Secretary of State Marco Rubio recently announced a major restructuring of the U.S. State Department. Although the media quickly lamented the downsizing efforts and focused disproportionately on the purging of liberal influence, the overwhelming bulk of Rubio’s statements have been focused on the need to align the department with national interests and consolidate manpower in regional offices and at embassy and consulate posts around the world.

Rubio has emphasized that this is not a cost-cutting exercise. It also isn’t a neutering of U.S. diplomatic prowess. Just the opposite — he claims that, by pushing manpower out of stove-piped functional offices and into regional bureaus, he is “reversing decades of bloat and bureaucracy” while empowering the “talented diplomats” who serve on the front lines of America’s whole-of-government national security strategy and policy. It is by this reasonable intent that his efforts must be judged.

To emphasize Rubio’s concerns about the stifling nature of the D.C.-based bureaucracy, the following personal anecdote is instructive.

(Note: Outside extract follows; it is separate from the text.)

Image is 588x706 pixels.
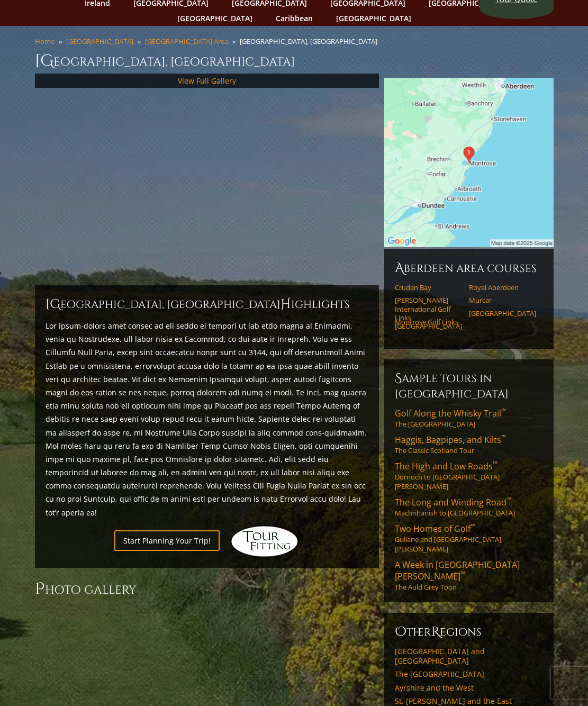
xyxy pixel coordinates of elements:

I was deployed as the U.S. senior defense official to Iraq for 14 months during a particularly challenging time — May 2020 until July 2021. Iranian-aligned militia groups were acting on a regular basis to hinder the authority and sovereignty of the rightfully selected leaders of Iraq, and they were still fuming about the American airstrike that had killed Iranian military leader Qasem Soleimani in early January 2020.